The limits of the free market and health care

I got a lot of email about yesterday’s post on Tricor. Many of them defended the actions of Abbott Labs. I think this one captures the flavor of them:

What you don’t understand is that this is how the free market works. Abbot Laboratories is doing just what a company is supposed to do. They’re making money for their shareholders. They didn’t break any laws. They didn’t do anything wrong. They’re making money to compensate for the high cost of research into new drugs like Tricor.

Well, first of all, I think the fact that they settled lawsuits for $300 million means they might have done something wrong. But that’s not what I want to focus on.

Second of all, Abbot didn’t do the research into Tricor. They licensed it from another company. So I don’t know what we need to compensate them for. But that’s not what I want to focus on either.

I want to focus on the free market argument. See, I’ll concede that this is how the free market works. But if I do, can those of you who wrote me concede that therefore maybe the free market isn’t the answer to “how do we reduce health care spending”?

Cause I agree that this is how companies act. I really do. But by maximizing their profits, Abbott Labs is costing the US an extra $700 million each year.

The FDA could change any number of policies, though, to make this better. They could make new regulations to eliminate the “moral hazard” of the 30-month grace period when a patent infringement suit is filed. The FDA could decide not to allow drug makers to continue to use the same name for simple reformulations of a drug, making it harder to get everyone to make the switch. These would both result in reducud health care spending. But that’s “interfering” with the free market.

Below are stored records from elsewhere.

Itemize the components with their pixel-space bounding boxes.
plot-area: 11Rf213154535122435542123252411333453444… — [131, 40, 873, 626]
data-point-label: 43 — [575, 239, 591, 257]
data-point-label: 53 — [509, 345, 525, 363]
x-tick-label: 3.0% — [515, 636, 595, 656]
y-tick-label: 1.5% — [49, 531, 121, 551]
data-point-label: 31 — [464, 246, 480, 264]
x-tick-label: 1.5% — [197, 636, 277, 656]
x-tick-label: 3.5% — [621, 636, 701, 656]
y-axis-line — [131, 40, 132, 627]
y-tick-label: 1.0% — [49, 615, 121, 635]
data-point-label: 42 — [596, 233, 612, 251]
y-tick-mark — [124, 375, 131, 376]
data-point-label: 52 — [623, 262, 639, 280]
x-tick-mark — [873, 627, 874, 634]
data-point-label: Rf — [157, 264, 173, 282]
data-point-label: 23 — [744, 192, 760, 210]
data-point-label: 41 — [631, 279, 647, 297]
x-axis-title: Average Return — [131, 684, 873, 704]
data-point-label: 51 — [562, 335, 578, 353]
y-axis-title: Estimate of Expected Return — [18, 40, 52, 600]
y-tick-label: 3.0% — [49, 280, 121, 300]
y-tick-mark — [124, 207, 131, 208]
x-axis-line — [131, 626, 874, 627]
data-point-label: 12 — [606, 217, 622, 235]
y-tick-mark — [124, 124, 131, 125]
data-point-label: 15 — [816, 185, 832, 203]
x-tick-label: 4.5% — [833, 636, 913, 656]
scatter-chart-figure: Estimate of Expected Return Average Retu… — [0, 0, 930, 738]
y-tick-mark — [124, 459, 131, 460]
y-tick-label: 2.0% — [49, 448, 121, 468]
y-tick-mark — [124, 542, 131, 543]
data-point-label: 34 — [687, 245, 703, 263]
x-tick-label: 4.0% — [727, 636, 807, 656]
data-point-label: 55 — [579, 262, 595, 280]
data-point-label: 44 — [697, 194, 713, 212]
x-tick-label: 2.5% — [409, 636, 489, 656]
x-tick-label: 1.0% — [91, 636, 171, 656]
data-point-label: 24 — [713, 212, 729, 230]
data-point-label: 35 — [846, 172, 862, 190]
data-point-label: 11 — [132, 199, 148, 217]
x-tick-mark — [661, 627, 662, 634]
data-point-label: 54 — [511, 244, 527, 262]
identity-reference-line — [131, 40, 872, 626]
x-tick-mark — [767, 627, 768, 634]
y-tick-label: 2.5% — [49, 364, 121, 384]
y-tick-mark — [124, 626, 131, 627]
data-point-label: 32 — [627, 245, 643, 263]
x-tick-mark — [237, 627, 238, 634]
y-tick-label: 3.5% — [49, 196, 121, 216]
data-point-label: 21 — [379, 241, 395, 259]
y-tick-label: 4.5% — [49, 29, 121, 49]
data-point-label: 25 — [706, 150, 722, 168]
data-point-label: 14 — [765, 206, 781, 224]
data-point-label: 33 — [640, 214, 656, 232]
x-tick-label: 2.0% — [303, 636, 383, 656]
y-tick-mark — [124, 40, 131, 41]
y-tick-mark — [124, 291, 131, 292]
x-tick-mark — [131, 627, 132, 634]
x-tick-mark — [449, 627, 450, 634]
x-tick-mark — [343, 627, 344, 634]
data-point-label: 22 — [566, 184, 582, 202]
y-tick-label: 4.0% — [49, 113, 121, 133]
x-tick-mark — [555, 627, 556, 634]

We could also allow pharmacists to switch people to “bioequivalent” doses of generics even if they’re not exactly the same dose. But that’s “interfering” with the free market.

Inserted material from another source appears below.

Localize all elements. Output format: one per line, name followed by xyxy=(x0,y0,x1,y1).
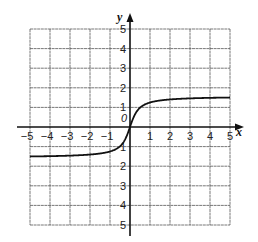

We would start using carrots and sticks to get physicians to stop prescribing the expensive name brand drugs when the generics are pretty much exactly the same. But that’s “interfering” with the free market.

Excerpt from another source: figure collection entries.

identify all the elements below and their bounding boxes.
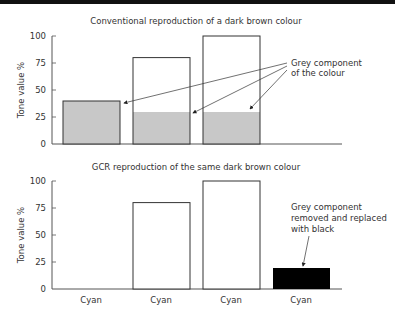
- svg-text:of the colour: of the colour: [291, 68, 345, 78]
- top-bar-2-grey: [133, 112, 190, 144]
- arrow-icon: [250, 70, 287, 109]
- svg-text:100: 100: [30, 176, 46, 186]
- svg-text:Cyan: Cyan: [80, 295, 102, 305]
- svg-text:100: 100: [30, 31, 46, 41]
- top-bar-3-grey: [203, 112, 260, 144]
- svg-text:with black: with black: [291, 224, 334, 234]
- svg-text:Cyan: Cyan: [150, 295, 172, 305]
- bottom-bar-2: [133, 203, 190, 289]
- arrow-icon: [193, 66, 287, 113]
- svg-text:75: 75: [35, 58, 46, 68]
- arrow-icon: [124, 63, 287, 103]
- svg-text:50: 50: [35, 230, 46, 240]
- top-annotation: Grey component of the colour: [124, 58, 363, 113]
- svg-text:0: 0: [41, 139, 46, 149]
- svg-text:25: 25: [35, 112, 46, 122]
- bottom-bar-4-black: [273, 268, 330, 289]
- svg-text:25: 25: [35, 257, 46, 267]
- arrow-icon: [303, 236, 309, 266]
- svg-text:0: 0: [41, 284, 46, 294]
- top-y-axis-label: Tone value %: [16, 62, 26, 119]
- svg-text:Cyan: Cyan: [220, 295, 242, 305]
- bottom-x-labels: Cyan Cyan Cyan Cyan: [80, 295, 312, 305]
- chart-figure: Conventional reproduction of a dark brow…: [0, 0, 395, 322]
- svg-text:removed and replaced: removed and replaced: [291, 213, 387, 223]
- svg-text:Grey component: Grey component: [291, 202, 363, 212]
- svg-text:Cyan: Cyan: [290, 295, 312, 305]
- bottom-annotation: Grey component removed and replaced with…: [291, 202, 387, 266]
- bottom-y-axis-label: Tone value %: [16, 207, 26, 264]
- svg-text:75: 75: [35, 203, 46, 213]
- top-chart-title: Conventional reproduction of a dark brow…: [90, 16, 302, 26]
- svg-text:50: 50: [35, 85, 46, 95]
- bottom-chart-title: GCR reproduction of the same dark brown …: [92, 162, 301, 172]
- svg-text:Grey component: Grey component: [291, 58, 363, 68]
- bottom-bar-3: [203, 181, 260, 289]
- top-bar-1: [63, 101, 120, 144]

You can support the free market here; that’s fine. But can you then acknowledge that “unleashing the free market” isn’t always the answer to reducing health care spending?

UPDATE: I should have put “free market” in air quotes every time I used it. YES, I know this isn’t a real free market. Health care will never be. But people in the political world use “free market” to mean “not government” and making any change that goes against your interest is portrayed as “interfering”. I should have been clearer. My bad.